Depending on where you go and how you like to travel, eating abroad can be a little bit of a lottery. The late Anthony Bourdain made a pretty good career of going around the world and trying different foods and cuisines, and even if you're nowhere near as cool as that guy was, you can have a good time nonetheless.
That being said, if you're a picky eater or if you've got specific dietary requirements, simply heading out and picking up some street food might not be such a good idea. That's where the good old hotel meal comes in handy; once you trudge home from your miscellaneous misadventures, you can head downstairs for dinner, or even order food to your room.
But sometimes, getting restaurant food can be a less than ideal experience; sometimes, as this British family holidaying in Greece found, restaurant food can turn out to be downright deadly. They're filing a lawsuit against a hotel restaurant in Corfu after the matriarch of the family tragically died after eating chicken, which they believe was uncooked.
The incident occurred back in August 2017, where 37-year-old Natalie Rawnsley and her husband Stewart were holidaying with their two sons. They were taking part in a holiday buffet at the hotel, when Natalie noticed something strange with her chicken.
“Natalie started to eat hers and as she cut the chicken the chicken oozed red blood to which point I commented it looked bloody,” Stewart recalled, as he spoke to the Hertfordshire Mercury. "She got up took it back replaced the chicken with a different piece and came back and ate it. She had had a few mouthfuls of the other piece of chicken."
Bullet dodged, this family thought - but then, Natalie fell ill. She began throwing up in the wee hours of the next morning, and after visiting a doctor, she was diagnosed with gastroenteritis. When the vomiting didn't subside, however, Stewart decided to get a second opinion.
“The second doctor said because she had been sick for so long she needed additional medical help so she was going to the medical center a number of kilometers away from the hotel," he said. Natalie continued to deteriorate, however, and soon she was moved to a hospital on the mainland. She couldn't move by that point, and her demise came shortly after.
"We were outside the door and they were in there five or ten minutes and then the same nurse came out and apologized as there wasn’t anything more she could do, and Natalie died."
Dr Shirley Radcliffe, the assistant coroner, agreed that Rawsnley had likely contracted E. coli from the buffet chicken, but also intimated that depending on your genes, food poisoning can develop into disseminated intravascular coagulation (DIC), which prevents your blood from clotting, which in turn affects your ability to stop bleeding.
“The timeline fits very well with her having developed initially gastroenteritis, but then this additional condition DIC that certain individuals can develop,” Dr Radcliffe explained. “We have to consider it’s very patient-specific; some patients will be susceptible to this and some will not.”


PROMPT:
Whenever a picture appears in the listing below, leave it out, and copy exactly the lines from the one containing "Locate an element on the screen." through the end.

· · · · ·

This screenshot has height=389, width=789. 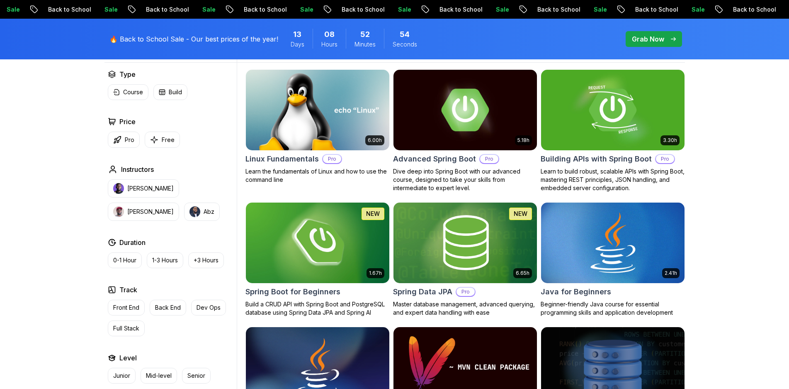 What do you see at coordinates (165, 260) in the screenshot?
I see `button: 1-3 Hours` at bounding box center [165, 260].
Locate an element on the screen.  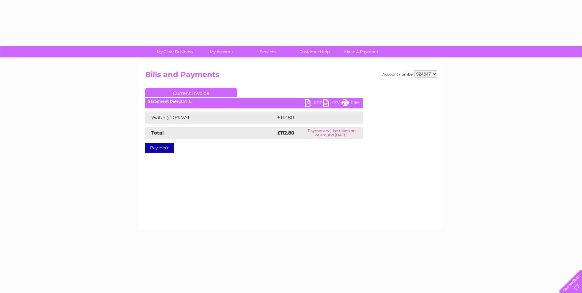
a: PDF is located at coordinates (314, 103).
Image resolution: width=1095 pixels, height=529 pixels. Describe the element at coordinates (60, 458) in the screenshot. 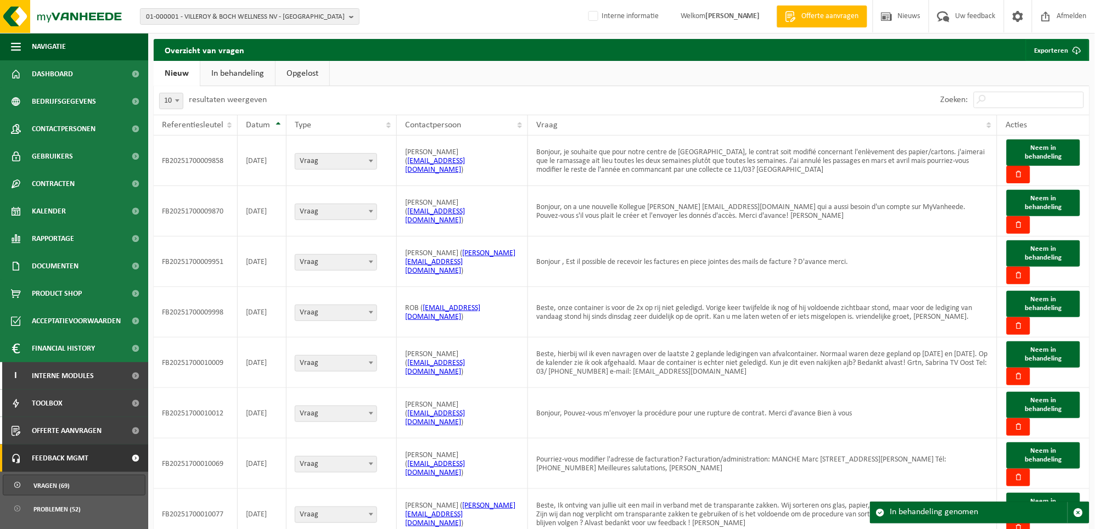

· · · · ·

ANSWER TO THIS TASK:
Locate an element on the screen.  
a: PDF is located at coordinates (314, 103).
Image resolution: width=1095 pixels, height=529 pixels. Describe the element at coordinates (60, 458) in the screenshot. 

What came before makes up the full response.